According to reports in local daily The News, the Jamaat-e-Islami objected to Durrani's candidature as he is not a cleric.

"The Jamaat-e-Islami leadership also appears unhappy that the beardless Durrani had been preferred to other capable, but bearded contenders for the chief minister's job," the report said.

Durrani's nomination is being interpreted as an attempt to appease the 'powerful military-led Pakistani establishment as well as the Western countries,' the report said.

But, the Jamaat-e-Islami, which was the biggest of the six religious parties that comprised the MMA, has not cited any objections.
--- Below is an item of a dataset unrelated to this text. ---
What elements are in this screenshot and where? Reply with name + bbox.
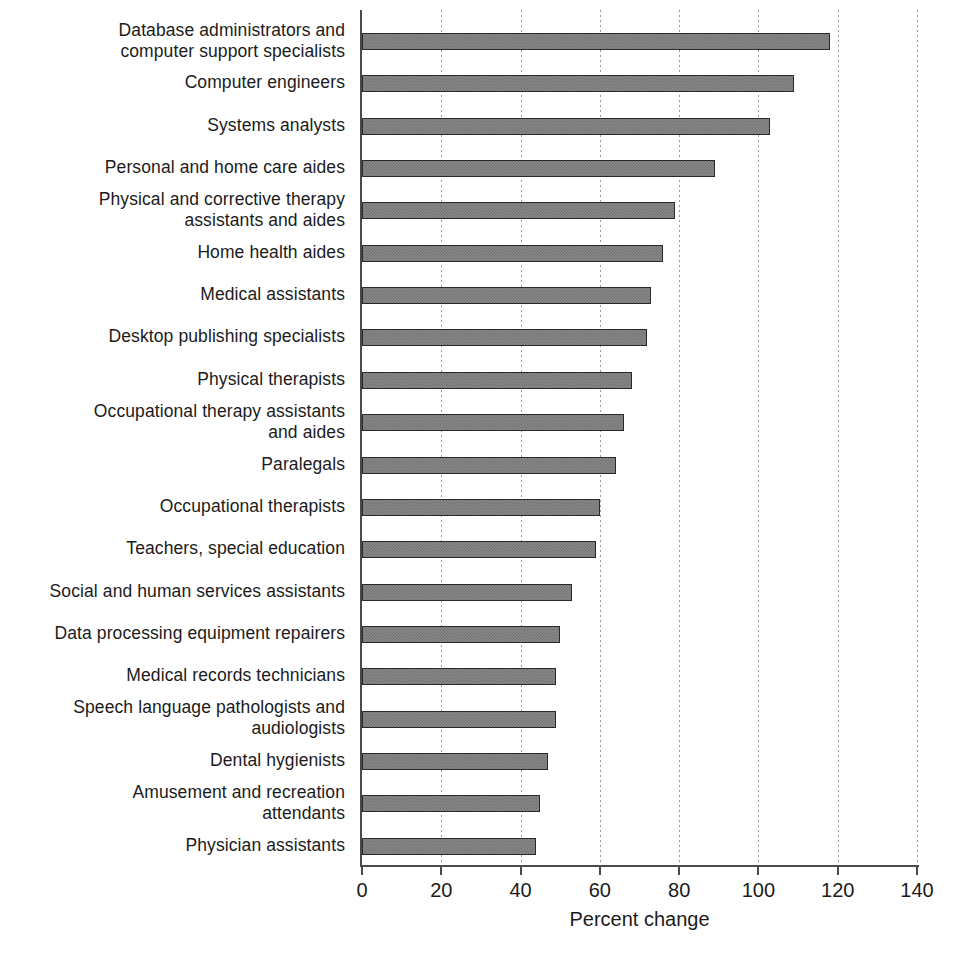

It has its strongholds in Punjab and Sindh, where the MMA fared moderately, winning only 20 seats in the provincial assembly.

The Jamiat Ulema-e-Islami, the MMA's second largest faction led by Maulana Fazlur Rehman, emerged as the biggest party by winning 29 of the 48 seats won by the MMA, in its strongholds in the NWFP and the Baluchistan provinces bordering Afghanistan.

The strength of Jamiat Ulema-e-Islami in the provincial and national legislature parties of the MMA prompted the alliance to nominate Fazlur Rehman as its prime ministerial candidate.

According to The News, the Jamaat-e-Islami was offered the posts of NWFP assembly speaker and senior minister.

The Jamaat-e-Islami had proposed the name of Rehman for prime ministership hoping to get the chief ministership in the NWFP.

But the Jamiat Ulema-e-Islami was in no mood to give up the chief minister's job in the Frontier, and therefore hurriedly nominated its candidate for that office.

The MMA has hit the headlines after the elections, demanding the closure of American airbases in Pakistan and calling for a halt to the crackdown on the Taliban and Al Qaeda militants in Pakistan.